Sounds like a blast! :)
I agree for experienced adults, but for 11 to 17 years old, use canister stoves not liquid fuel stoves; there's just too much that can go wrong with flaming gasoline.

Leanthree
03-09-2011, 20:02
there's just too much that can go wrong with flaming gasoline.

Canister stoves have a higher center of gravity.

Assuming no catastrophic failure of the O-rings (which can happen to anyone), just make sure when lighting and priming to be in a (baseball) catcher's squat rather than sitting down.

Papa D
03-09-2011, 20:24
I don't carry my whisperlight on long backpacking trips too much because of weight but I have taught many a teenager to safely not cross thread a fuel bottle, pump, prime, light, and operate a whisperlight and other similar gas fuel stoves - I think you'd be fine with pocket rockets too and they are easier but the danger just exists for tipping. If you are cooking on the ground (away from a shelter) make sure no one moves ACROSS the cooking circle - only AROUND - and keep those big feet tucked backwards.

sarbar
03-09-2011, 22:34
There are canister stoves that sit low - for example the MSR WindPro and there are others.
They are cooking stoves usually, rather than fast boiling stoves (like a Pocket Rocket for example). Easy to use and low maintenance.

rpenczek
03-11-2011, 11:21
We often hike in groups of eight to 12 people (Boy Scouts). Our system, which works very well for groups is as follows:

Two liquid fuel stoves (MSR Dragon Fly, Wisperlite, etc...). Liquid fuel is more economical than canister stoves when you consider energy per person. (solo, i use a canister stove)
Two 8 Qt pots with lids (Open Country inexpensvie aluminium)
Turkey bag
8 oz measuring cup (for dipping hot water)
Large serving spoon

We only boil water for cooking (never simer a meal of any sort).
We often use Mountain House meals in bulk cans (pack in zip lock before you depart and don't carry the can). We also use rahman and foil chicken.

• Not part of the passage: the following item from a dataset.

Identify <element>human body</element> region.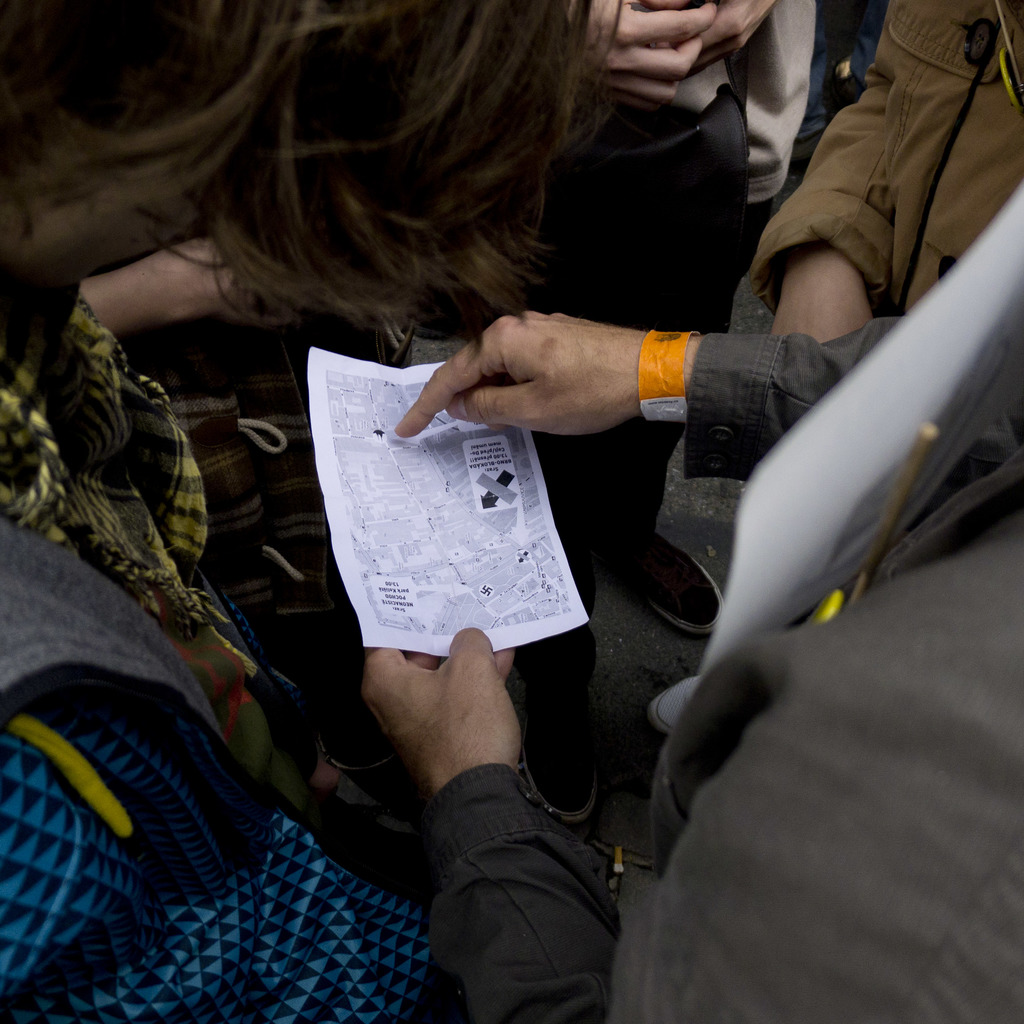
Region: [0,0,765,684].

Fire up both stoves (be careful these stoves can be dangerous). Use the water you need (plus about 1 liter for dish water) divided up between the two pots/stoves. This helps them to boil quicker as the 8 qt post are big and all that surface area causes boiling to take a long time (if you only use one stove/pot for all water).

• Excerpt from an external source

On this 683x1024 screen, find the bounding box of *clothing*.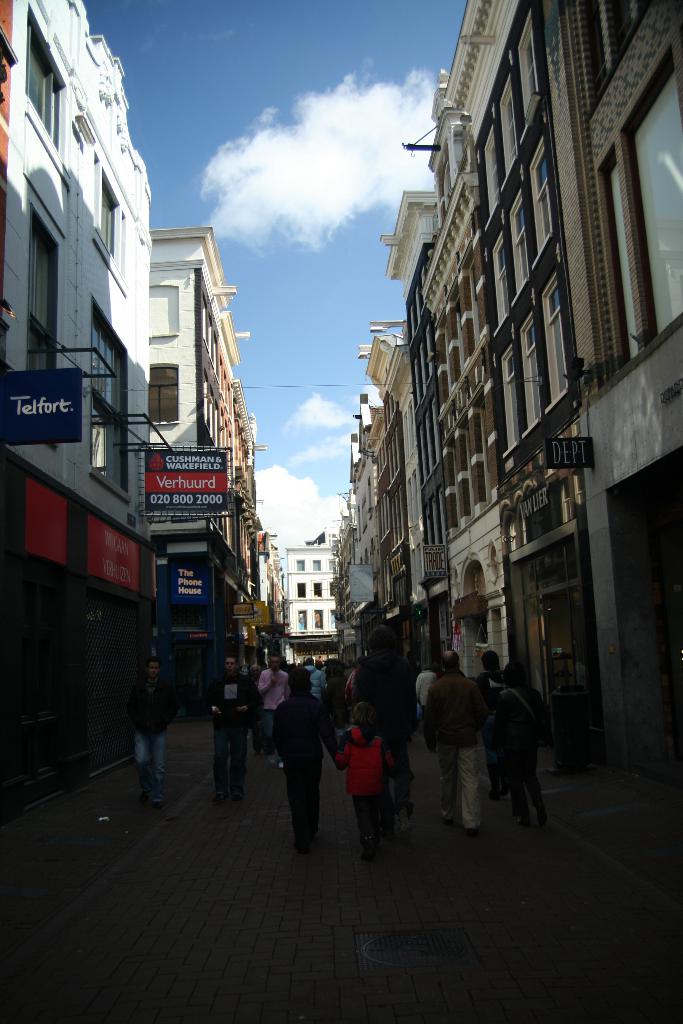
Bounding box: (129,667,180,804).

Once the water is boiling, move it all to one pot and keep it boiling. Line the second pot with the turkey bag (off the stove of course), toss in your stuff to be hydrated (Mountain House food), then measure over the necessary amount of water. Stir and let stand till hydrated.

Eat.

Pull turkey bag from pot (no scrubbing pot - yahoo). Put 1/2 of the remaining water in empty pot, add camp suds to one pot/water, do dishes (personal bowl/spoon). (no food particles left in bowls before washing them. Owners must eat all food in the bowl and lick clean - or get a friend to eat it).

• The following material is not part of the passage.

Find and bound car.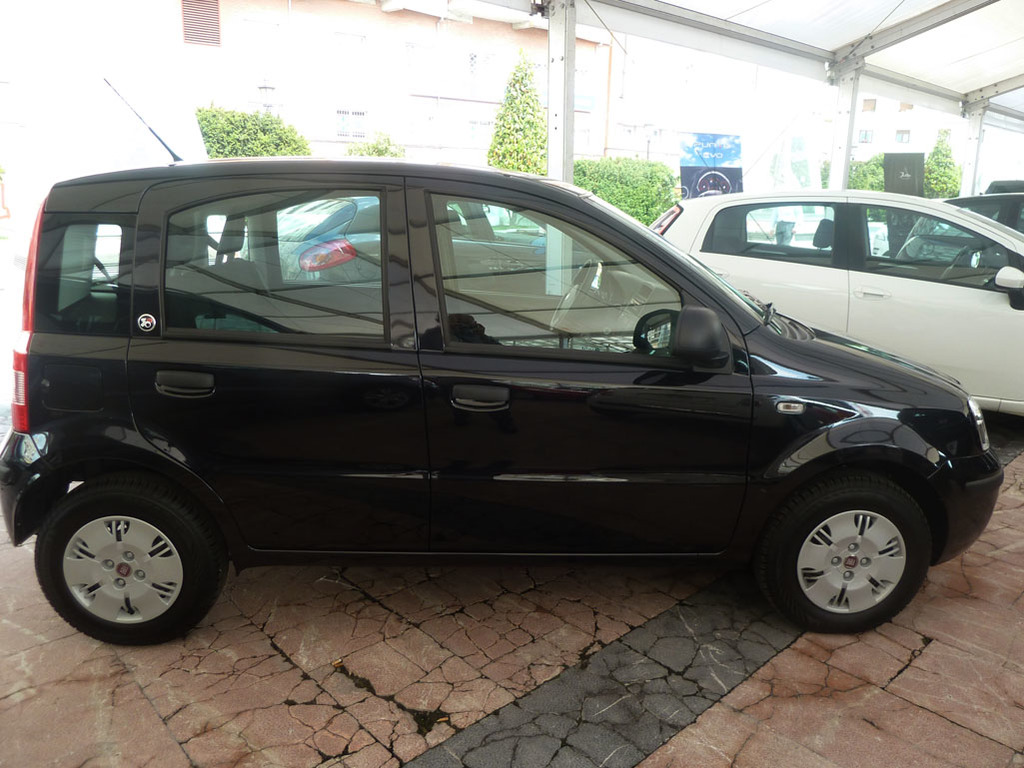
Bound: Rect(2, 141, 1012, 664).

Follow LNT with gray water and turkey bag.

Note, for breakfast we boil water in the same way for coco/instant coffee/instant oatmeal. Of course, we generally go cold breakfast (other than coffee/coco) so we don't have dishes to wash. Or, we go frezer bag for breakfast with oatmeal.

Hope this helps.

hobbs
03-11-2011, 11:46
Cross country runners? Bring something to put some meat on their boney selves!
That was me in high school. LOL. More protein for these kids..:D

zelph
03-12-2011, 00:29
The "Companion Burner" is what you need to safely use to cook for a group. Make some nice pot supports with welded stainless steel mesh and you're all set.

Or, give each one a "Super Stove" to personalize their outdoor experience.;)

http://www.woodgaz-stove.com/companion-burner-for-woodgaz-and-bushbuddy.php


.

mweinstone
03-12-2011, 06:08
8 to 10 hikers can carry anything they want.theres enough shared gear weight saved to have 4 stoves and four courses. go nuts.